Quoting Konrad Dybcio (2023-10-19 04:22:33)
On 10/19/23 02:16, Stephen Boyd wrote:
Quoting Konrad Dybcio (2023-09-15 05:19:56)
On 14.09.2023 08:59, Kathiravan Thirumoorthy wrote:
GPLL, NSS crypto PLL clock rates are fixed and shouldn't be scaled based on the request from dependent clocks. Doing so will result in the unexpected behaviour. So drop the CLK_SET_RATE_PARENT flag from the PLL clocks.
Cc: stable@vger.kernel.org Fixes: b8e7e519625f ("clk: qcom: ipq8074: add remaining PLL’s") Signed-off-by: Kathiravan Thirumoorthy quic_kathirav@quicinc.com
Stephen, do you think there should be some sort of error or at least warning thrown when SET_RATE_PARENT is used with RO ops?

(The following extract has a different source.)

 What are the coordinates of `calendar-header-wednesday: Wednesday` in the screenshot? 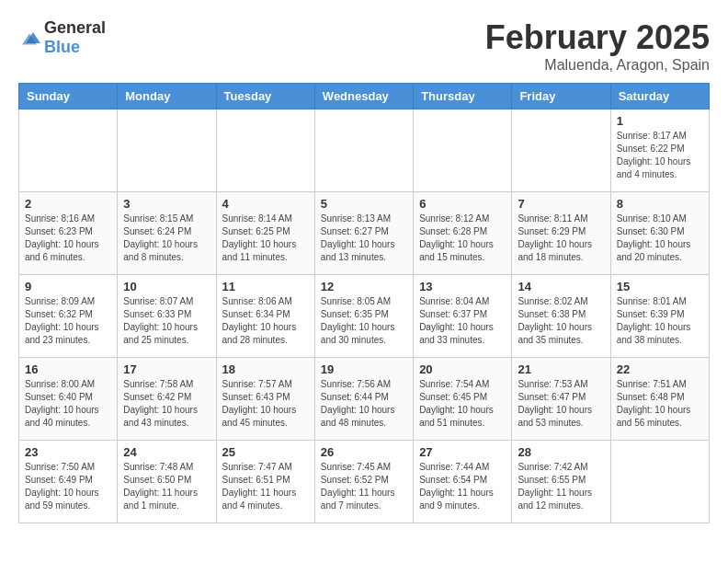 It's located at (364, 97).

Sure? How would that be implemented?
drivers/clk/clk.c : static void clk_change_rate()
if (!skip_set_rate && core->ops->set_rate) core->ops->set_rate(core->hw, core->new_rate, best_parent_rate);
->
if (!skip_set_rate) { if (core->ops->set_rate) core->ops->set_rate(core->hw, core->new_rate, best_parent_rate); else pr_err("bad idea"); }
CLK_SET_RATE_PARENT means that "calling clk_set_rate() on this clk will propagate up to the parent". Changing the rate of the parent could change the rate of this clk to be the same frequency as the parent if this clk doesn't have a set_rate clk op, or it could be that this clk has a fixed divider so during the determine_rate() callback it calculated what rate the parent should be to achieve the requested rate in clk_set_rate().
It really matters what determine_rate() returns for a clk and if after changing rates that rate is actually achieved. I suppose if the determine_rate() callback returns some rate, and then we recalc rates and notice that the rate determined earlier doesn't match we're concerned. So far in the last decade we've never cared about this though and I'm hesitant to start adding that check. I believe some qcom clk drivers take a shortcut and round the rate in frequency tables so whatever is returned in determine_rate() doesn't match what recalc_rate() calculates.
It would be interesting to get rid of the CLK_SET_RATE_PARENT check in clk_calc_new_rates() and simply always call clk_calc_new_rates() on the parent if the parent->rate doesn't match what determine_rate thought it should be. The framework currently calls the rounding clk op for a clk and gets back the parent rate that the clk requires to achieve that rate and then it blindly trusts that the parent rate is going to be achieved. If the CLK_SET_RATE_PARENT flag is set it calls clk_calc_new_rates() recursively on the parent, but then it doesn't check that the parent rate is what was requested. That's mostly there to figure out if the parent also needs to change rate, i.e. calculating the 'top' clk in a rate change. Note that this also calls determine_rate again on the parent, once from the child clk's determine_rate clk op and once from the framework.
I wouldn't be surprised if some driver is relying on this behavior where the rate isn't checked after being set. Maybe when we extend struct clk_rate_request to have a linked list that allows a clk to build up a chain of rate requests we can also enforce more things like matching rates on recalc. Then any drivers that are relying on this behavior will have to opt in to a different method of changing rates and notice that things aren't working.